Apache County sets June 2 hearing on 2026-27 budget
Apache County will hear public comment June 2 on a budget package that could affect property taxes, libraries, public health, jails and flood control.

Apache County residents will have a direct say before supervisors consider the county’s 2026-27 budget, a decision that can reach into property tax bills, library funding, public health services, detention costs and flood control spending.
The public hearing is set for Tuesday, June 2, 2026, at 8:30 a.m. MST in the Board of Supervisors meeting room at 75 West Cleveland Street in St. Johns. The tentative package includes the Apache County Library District, Public Health Services District, Jail District, Juvenile Jail District, Flood Control District, Junior College Tuition and Post Secondary Education, making it a countywide budget hearing with local consequences for families, parcel owners and service users from Eagar and Springerville to Chinle.
Residents can review tentative budget copies at the County Manager’s Office, also at 75 West Cleveland Street, during regular business hours Monday through Thursday from 6:30 a.m. to 5:30 p.m. That is the clearest place to see whether the new spending plan shifts money toward public safety, health, education support or other county functions before the board takes any final action.

The hearing comes a year after Apache County adopted its 2025-26 budget on June 3, 2025, following a public hearing the same day. That budget provides the baseline for what taxpayers may compare against this year’s proposal. The county’s 2025-26 primary property tax levy was $3,605,859, and its secondary property tax levy was $7,204,949. The county also said it was proposing a $70,633 increase in primary property taxes, or 2%, which would have put primary county taxes on a $100,000 home at $75.00 instead of $73.53.
Those numbers matter because the budget is not just about bookkeeping. In the prior year, Apache County’s total primary tax rate was 0.7500 and its total secondary rate was 1.5402, while the adopted budget summary showed total all-funds expenditures and expenses of $78,318,745, including $28,123,046 in the General Fund and $50,195,699 in Special Revenue Funds. The county’s tax-rate resolution also shows how much of the budget is tied to special districts and programs, including the library, public health, jail, juvenile jail, junior college tuition, post secondary education, flood control and fire district assistance.

The Board of Supervisors, a three-member governing body, will decide after public input whether to move the tentative plan forward. The current board consists of Joe Shirley, Jr. of District I, Alton Joe Shepherd of District II and Nelson Davis of District III, with Davis serving as chairman and Shirley as vice chairman. Under Arizona’s budget rules in Title 42, Chapter 17, the hearing is the moment when residents can still push for changes before the county locks in spending and tax decisions for the year ahead.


» Work to be completed
Check each line of the material below for the string "view", then report how many lines have it, and nothing else.

::::

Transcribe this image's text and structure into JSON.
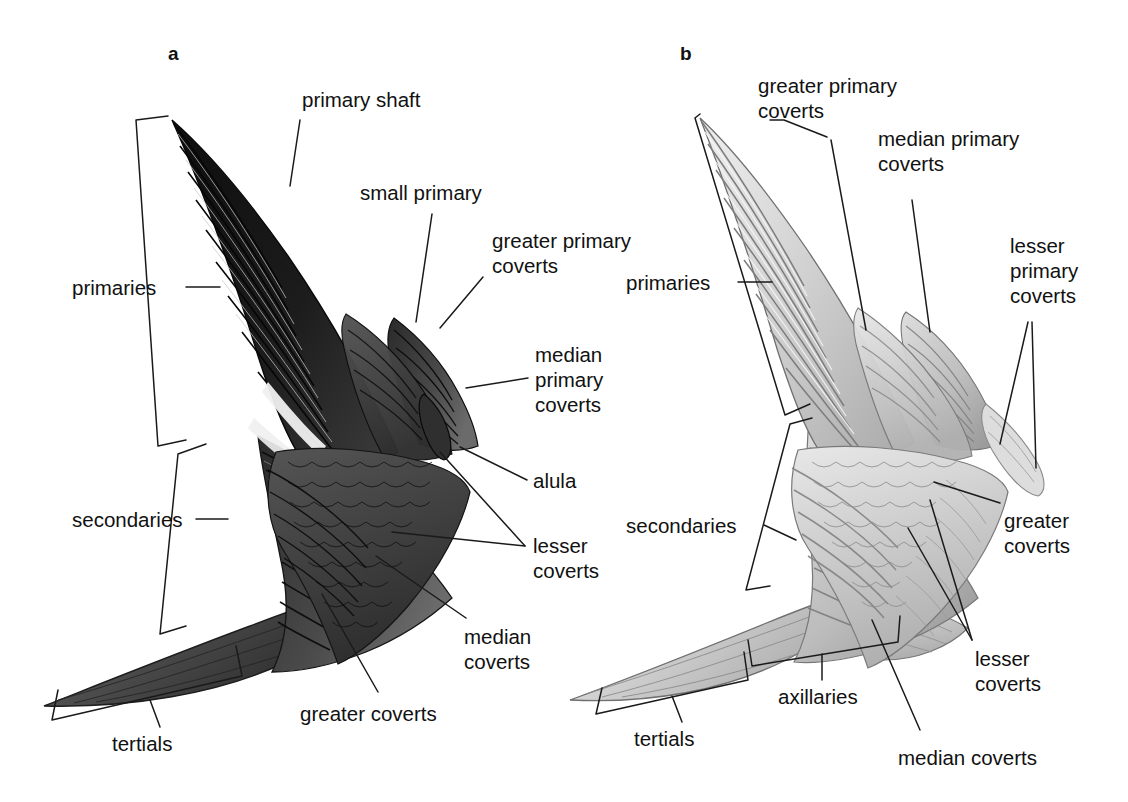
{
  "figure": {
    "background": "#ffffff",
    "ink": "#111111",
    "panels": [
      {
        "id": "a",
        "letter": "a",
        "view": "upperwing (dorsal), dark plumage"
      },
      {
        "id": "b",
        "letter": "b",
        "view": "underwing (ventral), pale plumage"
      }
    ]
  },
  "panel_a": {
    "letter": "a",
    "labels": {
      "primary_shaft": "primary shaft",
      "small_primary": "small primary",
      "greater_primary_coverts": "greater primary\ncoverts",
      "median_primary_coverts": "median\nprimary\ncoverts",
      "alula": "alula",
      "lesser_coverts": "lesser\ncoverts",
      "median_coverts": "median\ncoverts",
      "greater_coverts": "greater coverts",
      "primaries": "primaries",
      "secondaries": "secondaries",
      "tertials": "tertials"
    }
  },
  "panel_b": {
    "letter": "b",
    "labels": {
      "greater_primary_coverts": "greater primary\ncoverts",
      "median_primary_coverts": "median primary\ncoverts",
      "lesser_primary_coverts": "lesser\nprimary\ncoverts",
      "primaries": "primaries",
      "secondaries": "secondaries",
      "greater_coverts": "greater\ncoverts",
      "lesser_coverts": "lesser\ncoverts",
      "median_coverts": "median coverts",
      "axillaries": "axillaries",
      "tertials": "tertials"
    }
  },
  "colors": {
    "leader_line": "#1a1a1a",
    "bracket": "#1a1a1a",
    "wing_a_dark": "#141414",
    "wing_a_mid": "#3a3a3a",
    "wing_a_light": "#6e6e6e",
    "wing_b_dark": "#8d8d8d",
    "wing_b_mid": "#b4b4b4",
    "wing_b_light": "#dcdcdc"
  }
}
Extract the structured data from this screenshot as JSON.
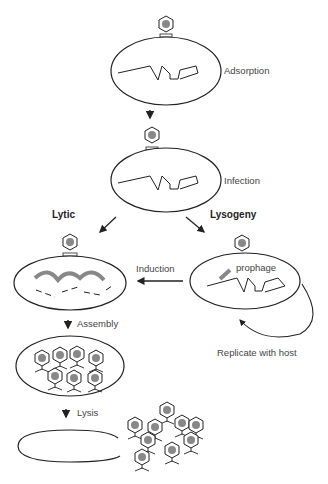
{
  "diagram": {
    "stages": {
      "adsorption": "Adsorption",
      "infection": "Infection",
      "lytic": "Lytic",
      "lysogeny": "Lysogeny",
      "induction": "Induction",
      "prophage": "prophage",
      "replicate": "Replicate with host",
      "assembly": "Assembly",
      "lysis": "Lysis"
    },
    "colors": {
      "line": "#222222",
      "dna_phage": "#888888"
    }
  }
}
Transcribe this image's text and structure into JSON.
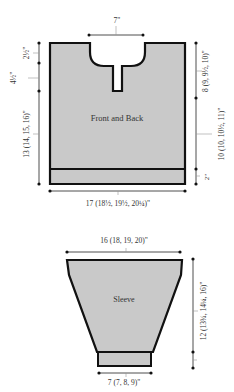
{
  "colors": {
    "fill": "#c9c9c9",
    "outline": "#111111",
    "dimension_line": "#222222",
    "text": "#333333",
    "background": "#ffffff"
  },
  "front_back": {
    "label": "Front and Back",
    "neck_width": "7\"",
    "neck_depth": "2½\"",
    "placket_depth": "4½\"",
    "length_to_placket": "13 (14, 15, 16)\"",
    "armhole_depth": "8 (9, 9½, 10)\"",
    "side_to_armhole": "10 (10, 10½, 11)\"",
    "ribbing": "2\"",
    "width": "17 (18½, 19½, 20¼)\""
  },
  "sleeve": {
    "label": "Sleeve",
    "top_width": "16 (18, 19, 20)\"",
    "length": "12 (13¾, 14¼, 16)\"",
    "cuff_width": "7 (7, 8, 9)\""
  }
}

::::

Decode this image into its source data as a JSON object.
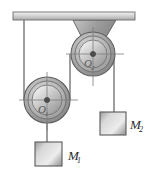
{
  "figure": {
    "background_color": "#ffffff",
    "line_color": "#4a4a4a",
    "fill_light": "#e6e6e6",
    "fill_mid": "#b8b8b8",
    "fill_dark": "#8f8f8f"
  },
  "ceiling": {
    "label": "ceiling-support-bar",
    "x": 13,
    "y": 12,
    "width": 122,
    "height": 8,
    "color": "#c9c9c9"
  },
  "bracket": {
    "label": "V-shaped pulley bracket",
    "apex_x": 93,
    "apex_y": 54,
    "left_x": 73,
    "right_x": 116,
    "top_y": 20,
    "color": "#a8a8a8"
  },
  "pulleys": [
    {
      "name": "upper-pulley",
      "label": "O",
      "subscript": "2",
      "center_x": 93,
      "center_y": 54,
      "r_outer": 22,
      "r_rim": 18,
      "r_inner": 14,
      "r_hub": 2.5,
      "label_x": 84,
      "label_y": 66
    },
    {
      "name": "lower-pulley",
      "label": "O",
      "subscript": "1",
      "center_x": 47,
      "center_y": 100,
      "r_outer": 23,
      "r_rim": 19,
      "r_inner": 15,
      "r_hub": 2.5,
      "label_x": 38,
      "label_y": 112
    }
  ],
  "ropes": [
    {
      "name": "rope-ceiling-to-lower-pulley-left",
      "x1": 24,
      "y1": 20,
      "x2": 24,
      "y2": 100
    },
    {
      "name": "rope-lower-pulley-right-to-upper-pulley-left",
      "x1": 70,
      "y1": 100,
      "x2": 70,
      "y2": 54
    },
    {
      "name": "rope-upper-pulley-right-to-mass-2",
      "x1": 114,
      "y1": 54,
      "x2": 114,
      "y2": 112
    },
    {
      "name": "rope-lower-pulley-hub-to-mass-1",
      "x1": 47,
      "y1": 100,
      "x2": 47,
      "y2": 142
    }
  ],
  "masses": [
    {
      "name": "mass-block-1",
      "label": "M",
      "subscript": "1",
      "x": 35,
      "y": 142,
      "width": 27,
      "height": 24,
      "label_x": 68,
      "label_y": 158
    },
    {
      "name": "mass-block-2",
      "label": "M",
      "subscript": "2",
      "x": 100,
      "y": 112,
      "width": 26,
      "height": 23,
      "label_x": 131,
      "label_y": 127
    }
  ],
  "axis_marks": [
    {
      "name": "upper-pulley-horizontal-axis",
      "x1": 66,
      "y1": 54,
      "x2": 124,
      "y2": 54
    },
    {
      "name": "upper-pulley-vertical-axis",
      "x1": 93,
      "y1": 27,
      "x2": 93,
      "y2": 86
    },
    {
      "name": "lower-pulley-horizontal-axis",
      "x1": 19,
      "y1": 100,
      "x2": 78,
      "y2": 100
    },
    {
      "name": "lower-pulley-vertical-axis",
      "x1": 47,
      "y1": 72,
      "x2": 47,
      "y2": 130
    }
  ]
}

::::

» Task answer
2